Suddenly the cab was full of sand. The boy gave a wordless shout and the pick-up pitched sideways, the windscreen was dark with sliding sand, sand pumped through the open windows in a pelting rattle and in a moment was heavy in their laps and round their feet. Robin squeezed his eyes shut on the sting of it, and felt the boy’s arm in his side, scrabbling for the gear-shift. He gulped a breath and was choking and spitting out sand, while the van stood still, or was it vaguely sliding. Then the engine rose to a scream, the sand came alive again, and they were lurching upwards and ahead in a panic of burning revs. Robin thought they wouldn’t do it, weighed down by the element they were struggling with. He wondered if the sand was bottomless.
When they were free of it they shot forward across the slope, as if the racing machinery couldn’t be reined in; or as if the invisible pit they had blundered into might follow after them, like a hungry and offended spirit of the place, clothed in a spiralling storm.

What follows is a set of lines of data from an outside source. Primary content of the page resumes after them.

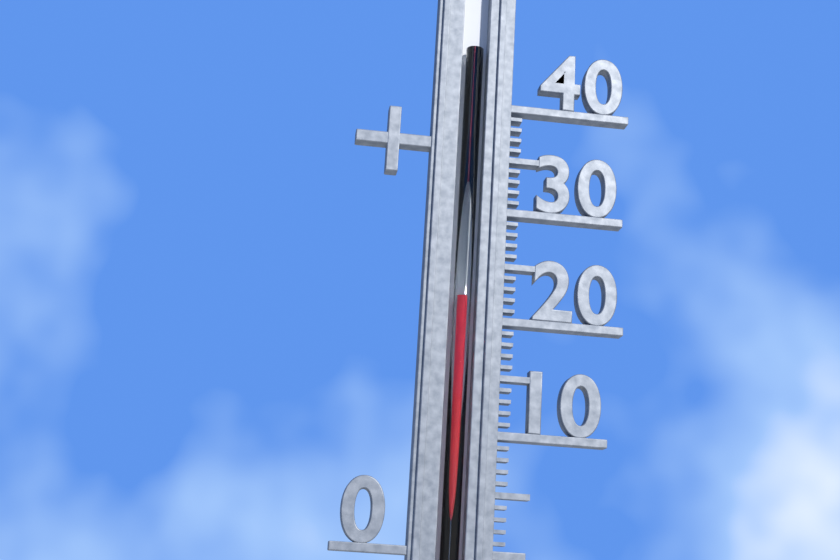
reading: 22 (no unit)
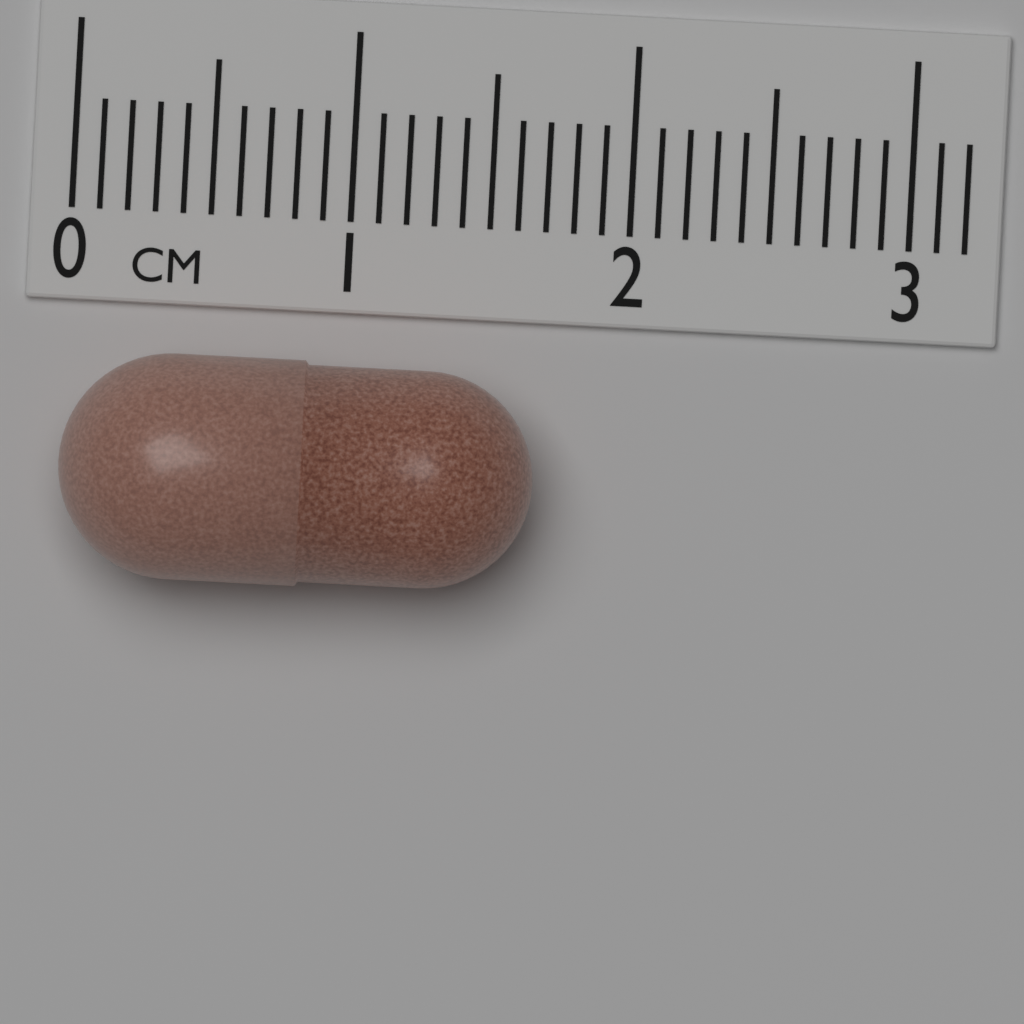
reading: 1.7 cm
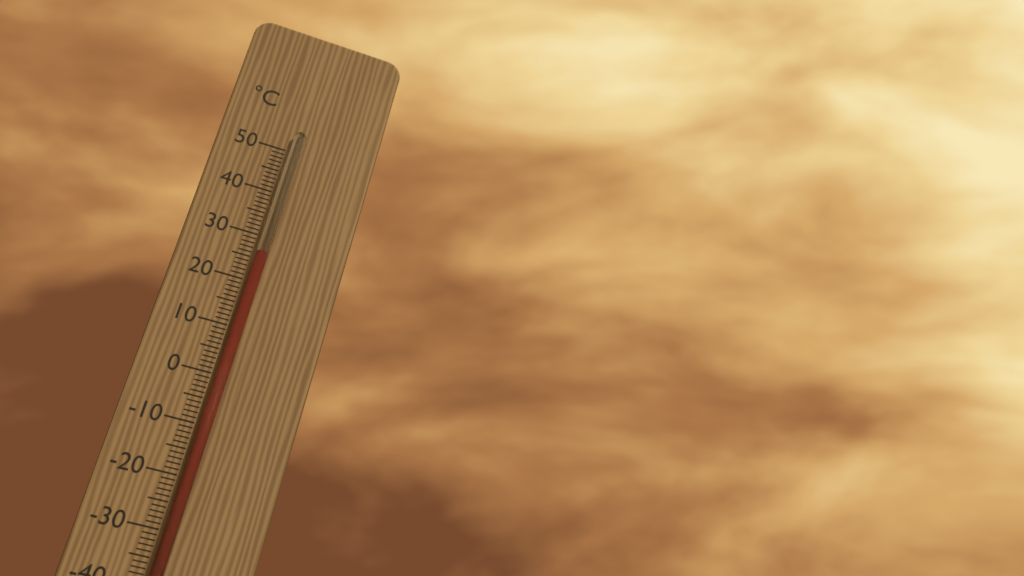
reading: 26 °C
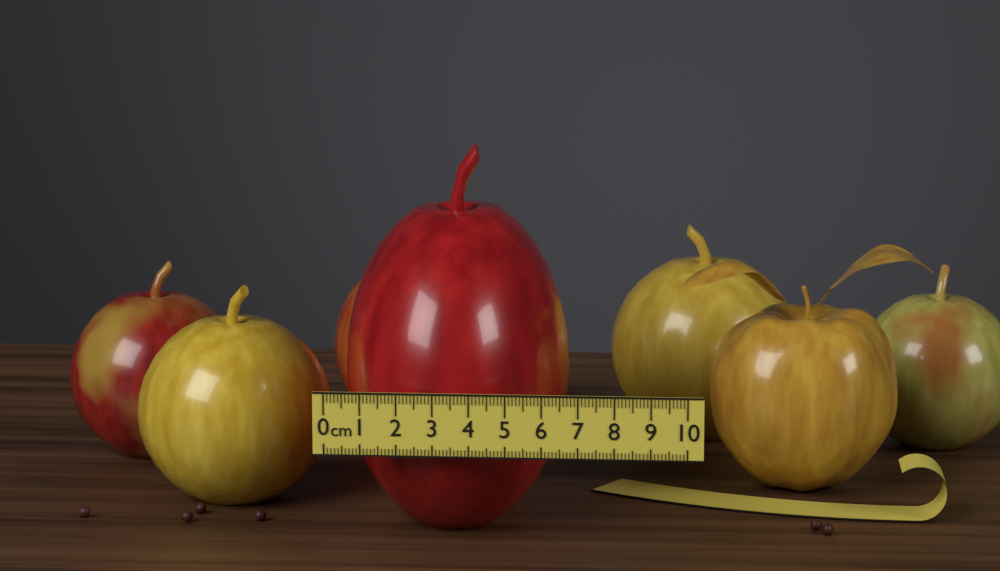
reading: 6.5 cm
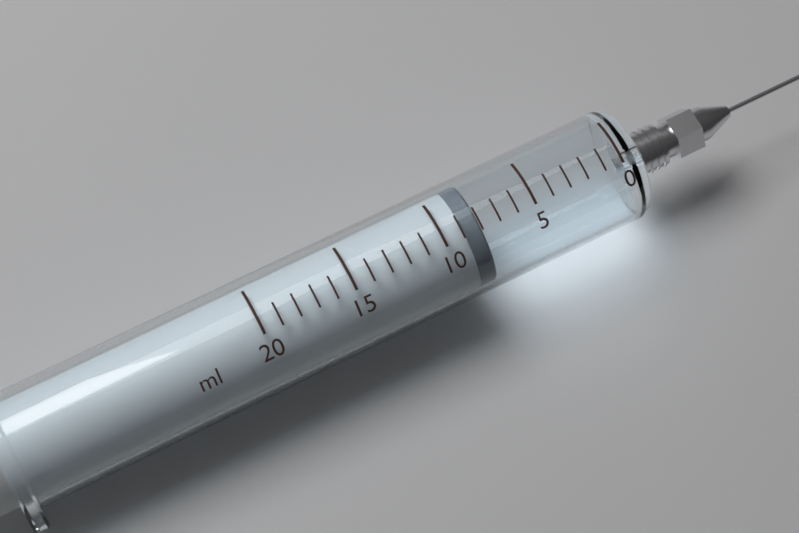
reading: 8 ml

There wasn’t much to see, and as Robin dawdled reverently around with his camera and his notebook he was unsure if the scare in the car had made the destination more preciously perilous or more evidently not worth the effort. Much of the house had been built of wood, marked grey and rose in Wright’s insouciant sketches, or of canvas, which was useless against the freezing desert nights, and equally combustible. All that remained standing, at the end of a terrace of fissured concrete, was the rough bulk of the hearth and the chimney-stack, a little tower of boulders, the bluntly symbolic heart of the place.